How GATA2, TGF‑β1, and TAL1 work together to build healthy natural killer (NK) cells

GATA2-TGF beta-TAL1 pathway as a critical mediator of NK Cell development

NIH-funded research Medical College of Wisconsin · NIH-11251809

This project looks at how three key genes control NK cell development to help people with immune problems caused by GATA2 mutations.

Quick facts

Grant typeR01 grant
Study typeNIH-funded research
Funding institutionMedical College of Wisconsin NIH-funded
Lab location1 site (Milwaukee, United States)
Project IDNIH-11251809 on NIH RePORTER

What this research studies

From a patient perspective, researchers will compare NK cells from people with GATA2 mutations to NK cells from healthy donors to see which genes are turned on or off. They will use single‑cell RNA sequencing and molecular lab tests to map how GATA2, TGF‑β1, and TAL1 interact in NK cells. The team will test how changing these signals affects NK cell survival and function in laboratory models and patient samples.
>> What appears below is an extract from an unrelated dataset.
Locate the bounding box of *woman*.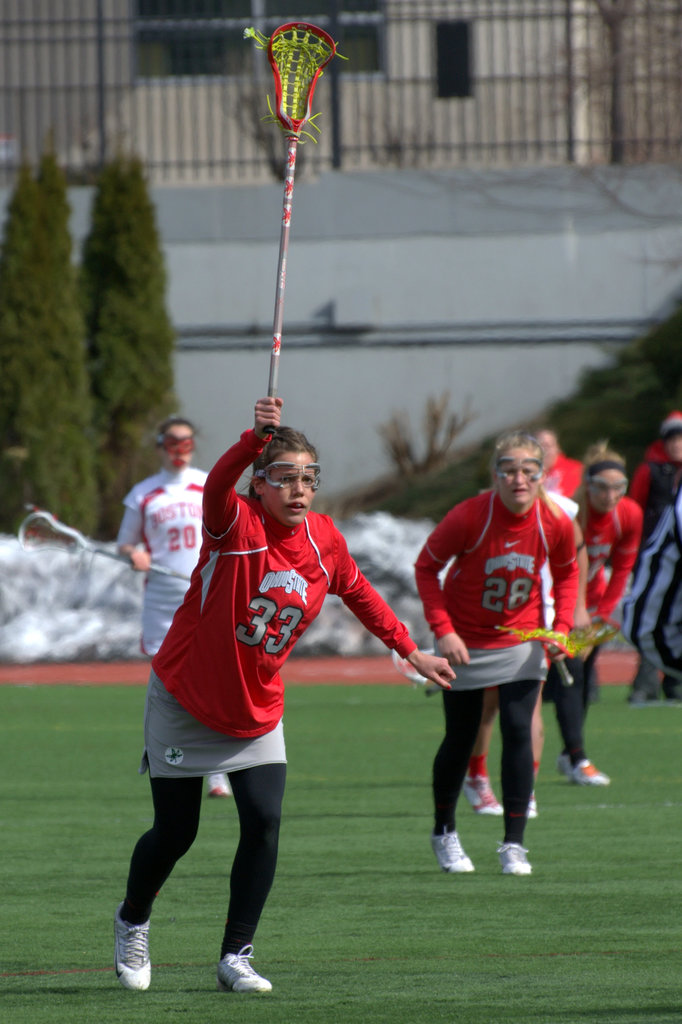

Their work builds on early data showing altered TAL1 and TGFB1 levels in NK cells from patients with GATA2 mutations.

Who could benefit from this research

Good fit: Ideal candidates are people with known GATA2 mutations or unexplained NK‑cell, B‑cell, or bone marrow failure syndromes who can provide blood or tissue samples.

Not a fit: People without immune cell disorders or conditions unrelated to NK/B‑cell dysfunction are unlikely to get direct benefit from this work.

Why it matters

Potential benefit: If successful, this work could reveal molecular targets to restore or improve NK cell function in people with GATA2‑related immune and bone marrow disorders.
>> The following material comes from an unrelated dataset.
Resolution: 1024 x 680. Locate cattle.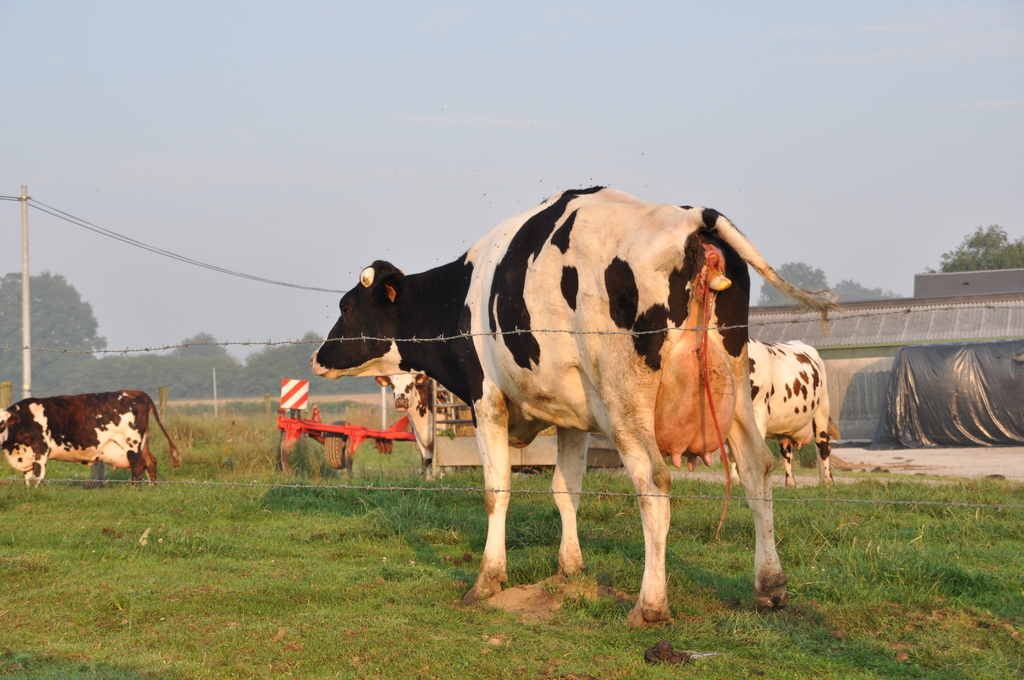
x1=290 y1=172 x2=826 y2=635.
How similar studies have performed: Previous work has established GATA2’s role in blood stem cells and NK development and the team has preliminary patient single‑cell data, but the specific GATA2–TGF‑β1–TAL1 network is a novel finding.
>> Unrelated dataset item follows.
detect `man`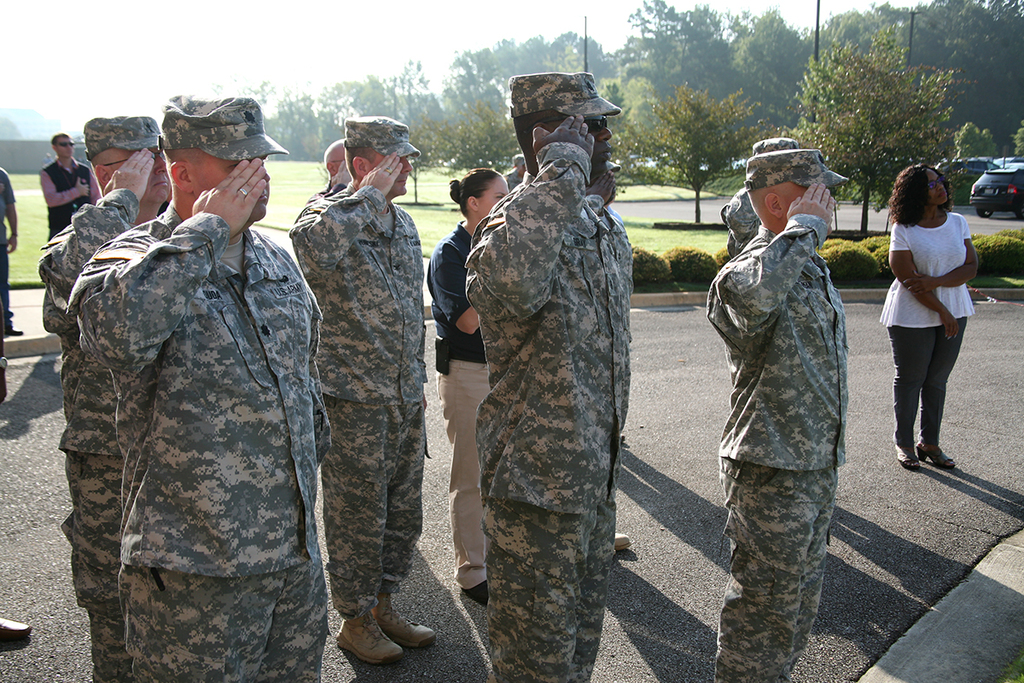
[70,87,335,682]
Where this research is happening

Milwaukee, United States

Researchers

About this research

  1. This is an active NIH-funded research project — typically early-stage science, not a clinical trial accepting patient enrollment.
  2. Some NIH-funded labs run parallel clinical studies or seek volunteers for related work. To check, contact the principal investigator or institution listed above.
  3. For full project details, budget, and progress reports, visit the official NIH RePORTER page below.
Last reviewed 2026-06-10 by the Find a Trial editorial team. Information on this page is for educational purposes and is not medical advice. Always consult qualified healthcare professionals about clinical trial participation.